Strokes thick and heavy rattled upon the door and lower window-shutters as he ceased to speak, and a loud huzzah burst from the crowd;—giving the listener for the first time some adequate idea of its immense extent.
“Open the door of some place where I can lock this screeching Hell-babe,” cried Sikes fiercely; running to and fro, and dragging the boy, now, as easily as if he were an empty sack. “That door. Quick.” He flung him in, bolted it, and turned the key. “Is the down stairs door fast?”
“Double-locked and chained,” replied Crackit, who, with the other two men, still remained quite helpless and bewildered.
“The panels—are they strong?”
“Lined with sheet-iron.”
“And the windows too?”
“Yes, and the windows.”
“Damn you!” cried the desperate ruffian, throwing up the sash and menacing the crowd. “Do your worst; I’ll cheat you yet!”
Of all the terrific yells that ever fell on mortal ears none could exceed the cry of that infuriated throng.
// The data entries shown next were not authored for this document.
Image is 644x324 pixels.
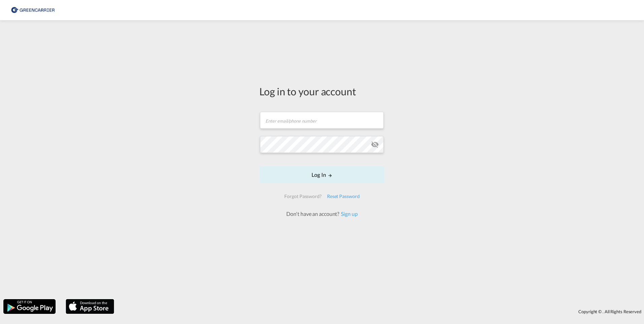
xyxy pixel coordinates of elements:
div: Reset Password [325,190,363,203]
div: Copyright © . All Rights Reserved [117,306,644,318]
button: LOGIN [259,166,385,183]
md-icon: icon-eye-off [371,141,379,148]
div: Log in to your account [259,84,385,99]
input: Enter email/phone number [260,112,384,129]
div: Forgot Password? [282,190,324,203]
img: google.png [2,298,56,315]
img: 8cf206808afe11efa76fcd1e3d746489.png [10,2,56,18]
img: apple.png [65,298,115,315]
a: Sign up [339,211,357,217]
div: Don't have an account? [279,211,365,218]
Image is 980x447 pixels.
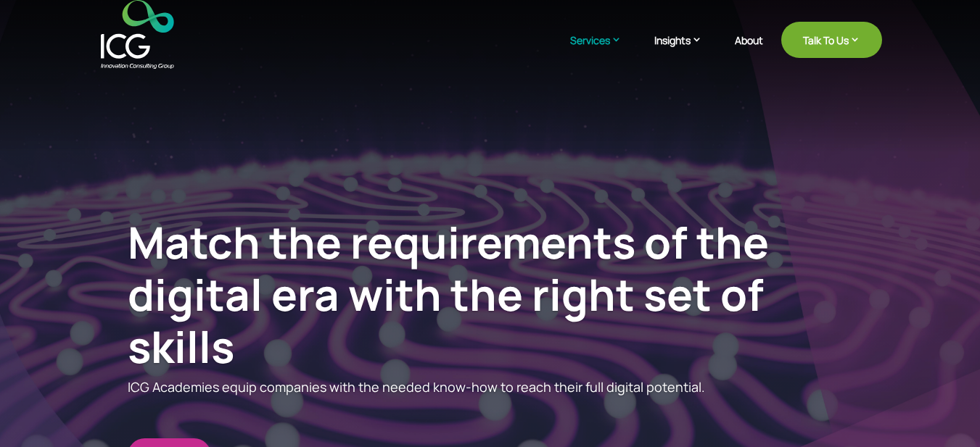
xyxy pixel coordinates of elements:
[570,32,636,69] a: Services
[128,380,852,409] p: ICG Academies equip companies with the needed know-how to reach their full digital potential.
[781,22,881,58] a: Talk To Us
[735,35,763,69] a: About
[654,32,717,69] a: Insights
[128,212,769,376] a: Match the requirements of the digital era with the right set of skills
[738,291,980,447] iframe: Chat Widget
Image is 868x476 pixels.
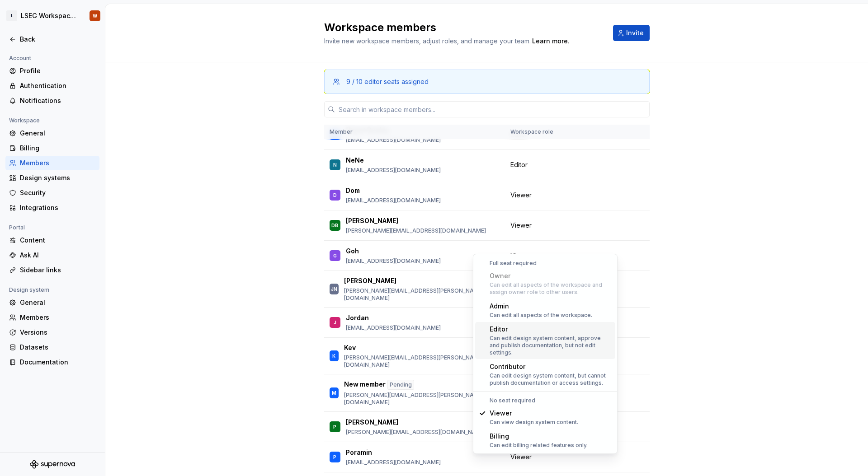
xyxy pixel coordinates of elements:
[490,362,611,371] div: Contributor
[333,452,336,462] div: P
[346,137,441,144] p: [EMAIL_ADDRESS][DOMAIN_NAME]
[344,380,386,390] p: New member
[344,277,396,285] p: [PERSON_NAME]
[20,342,96,352] div: Datasets
[626,28,643,37] span: Invite
[475,397,615,404] div: No seat required
[346,429,486,436] p: [PERSON_NAME][EMAIL_ADDRESS][DOMAIN_NAME]
[333,318,336,327] div: J
[490,325,611,334] div: Editor
[5,201,99,215] a: Integrations
[510,160,528,169] span: Editor
[20,328,96,337] div: Versions
[20,173,96,182] div: Design systems
[346,448,372,457] p: Poramin
[346,156,364,165] p: NeNe
[20,358,96,367] div: Documentation
[20,144,96,153] div: Billing
[474,254,617,453] div: Suggestions
[20,265,96,275] div: Sidebar links
[344,343,356,352] p: Kev
[532,37,568,46] a: Learn more
[20,35,96,44] div: Back
[335,101,649,118] input: Search in workspace members...
[346,418,398,427] p: [PERSON_NAME]
[331,284,337,293] div: JN
[21,11,78,20] div: LSEG Workspace Design System
[20,313,96,322] div: Members
[490,271,611,280] div: Owner
[510,251,532,260] span: Viewer
[5,32,99,46] a: Back
[332,388,336,397] div: M
[490,431,588,441] div: Billing
[510,191,532,199] span: Viewer
[346,324,441,331] p: [EMAIL_ADDRESS][DOMAIN_NAME]
[346,258,441,265] p: [EMAIL_ADDRESS][DOMAIN_NAME]
[5,233,99,247] a: Content
[5,171,99,185] a: Design systems
[20,158,96,167] div: Members
[2,6,103,26] button: LLSEG Workspace Design SystemW
[613,25,649,41] button: Invite
[5,93,99,108] a: Notifications
[490,312,592,319] div: Can edit all aspects of the workspace.
[490,408,578,418] div: Viewer
[5,222,29,233] div: Portal
[20,250,96,259] div: Ask AI
[20,188,96,197] div: Security
[5,126,99,141] a: General
[333,191,337,199] div: D
[333,422,336,431] div: P
[324,20,602,35] h2: Workspace members
[5,64,99,78] a: Profile
[344,287,500,302] p: [PERSON_NAME][EMAIL_ADDRESS][PERSON_NAME][DOMAIN_NAME]
[387,380,414,390] div: Pending
[20,81,96,90] div: Authentication
[93,12,97,20] div: W
[510,221,532,230] span: Viewer
[20,66,96,75] div: Profile
[5,141,99,156] a: Billing
[20,129,96,138] div: General
[490,281,611,296] div: Can edit all aspects of the workspace and assign owner role to other users.
[5,53,35,64] div: Account
[30,459,75,469] svg: Supernova Logo
[5,248,99,262] a: Ask AI
[5,186,99,200] a: Security
[346,459,441,466] p: [EMAIL_ADDRESS][DOMAIN_NAME]
[510,452,532,462] span: Viewer
[346,197,441,204] p: [EMAIL_ADDRESS][DOMAIN_NAME]
[5,78,99,93] a: Authentication
[20,298,96,307] div: General
[5,355,99,369] a: Documentation
[344,354,500,369] p: [PERSON_NAME][EMAIL_ADDRESS][PERSON_NAME][DOMAIN_NAME]
[346,227,486,234] p: [PERSON_NAME][EMAIL_ADDRESS][DOMAIN_NAME]
[490,442,588,449] div: Can edit billing related features only.
[5,296,99,310] a: General
[346,313,369,322] p: Jordan
[333,251,337,260] div: G
[332,351,335,360] div: K
[490,418,578,426] div: Can view design system content.
[490,335,611,356] div: Can edit design system content, approve and publish documentation, but not edit settings.
[333,160,337,169] div: N
[20,236,96,245] div: Content
[346,216,398,226] p: [PERSON_NAME]
[324,37,531,45] span: Invite new workspace members, adjust roles, and manage your team.
[5,325,99,339] a: Versions
[7,10,17,21] div: L
[346,167,441,174] p: [EMAIL_ADDRESS][DOMAIN_NAME]
[324,125,505,139] th: Member
[346,246,359,256] p: Goh
[490,302,592,310] div: Admin
[346,77,428,86] div: 9 / 10 editor seats assigned
[5,310,99,325] a: Members
[346,186,360,195] p: Dom
[5,156,99,170] a: Members
[332,221,338,230] div: DB
[5,284,53,296] div: Design system
[5,340,99,354] a: Datasets
[505,125,574,139] th: Workspace role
Some shouted to those who were nearest to set the house on fire; others roared to the officers to shoot him dead. Among them all, none showed such fury as the man on horseback, who, throwing himself out of the saddle, and bursting through the crowd as if he were parting water, cried beneath the window, in a voice that rose above all others, “Twenty guineas to the man who brings a ladder.”
The nearest voices took up the cry, and hundreds echoed it. Some called for ladders, some for sledge-hammers; some ran with torches to and fro as if to seek them, and still came back and roared again; some spent their breath in impotent curses and execrations; some pressed forward with the ecstasy of madmen, and thus impeded the progress of those below; some among the boldest attempted to climb up by the water-spout and crevices in the wall; and all waved to and fro in the darkness beneath like a field of corn moved by an angry wind, and joined from time to time in one loud furious roar.